Interestingly, bank profits (net income) has really seesawed in the intervening years, but, in May, hit an all-time high. Source: Federal Reserve of St. Louis.
This is the big picture. The game is rigged. The playing field of the so-called American Dream — the idea being hard work can put anyone from any background at the top — unequal and unattainable. The varying 2020 Democratic field will get at this in their own way and so will Trump. Because bitterness and revenge are his personal rocket fuel, he is a master of prodding the ever-present festering wound of people feeling both screwed over and finding ways to constantly remind his supporters that things are getting better for those in cities and people of color while “real America” gets left behind. He’s leaning hard into those ugly politics the second time around. (No, he won’t be impeached.)
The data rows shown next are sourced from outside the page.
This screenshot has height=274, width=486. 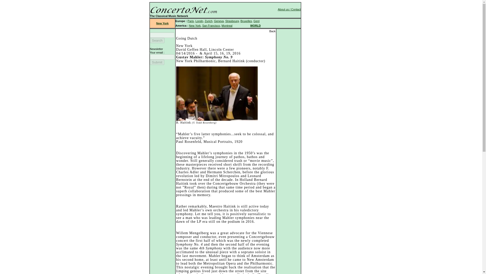 What do you see at coordinates (199, 21) in the screenshot?
I see `Londn` at bounding box center [199, 21].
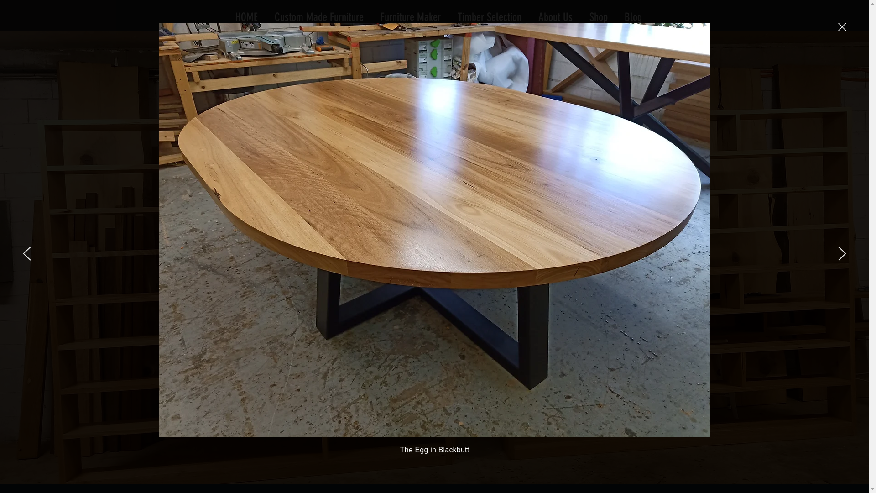  I want to click on About Us, so click(556, 15).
And I have the feeling that how both the Trump Tax Cuts are defined and feel on the ground will play a big role, stated or not. While the average Trump supporter might not care that critics have maligned the tax overhaul from day one as being largely a giveaway for corporations and the ultra-rich, they will know whether they got anything out of it — or whether it exacerbated the bigger trends that have left most Americans pissed off for decades.
So far, wage and employment trends look decent in the Trump era — although these are macros numbers that I, personally, don’t have much trust in, under any president. Still, it’s difficult to tell whether Trump’s 2017 tax overhaul have contributed to a growing economy, according to The Washington Post’s Phillip Bump. And I wonder whether people will get what they expect from the IRS after filing their tax returns next month.
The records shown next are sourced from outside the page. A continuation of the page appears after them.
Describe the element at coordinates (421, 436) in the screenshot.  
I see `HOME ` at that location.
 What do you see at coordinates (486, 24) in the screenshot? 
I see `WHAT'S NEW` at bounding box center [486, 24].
What is unequivocal, Bump writes, is corporate profits saw an immediate spike from the 2017 tax overhaul.
It may be months, or years, before we know the full effect of the Trump tax cuts. But economists don’t sound bullish. And I think we’ll know more soon. But as one researcher put it in Barron’s: “Despite efficiency gains overall, the poorest households can expect to be worse off because of the tax reform. The richest households will fare better, in large part because they own corporate stocks.”
How quickly that reality becomes true — and how people are feeling this time next year — will have a profound effect on what resonates for either side.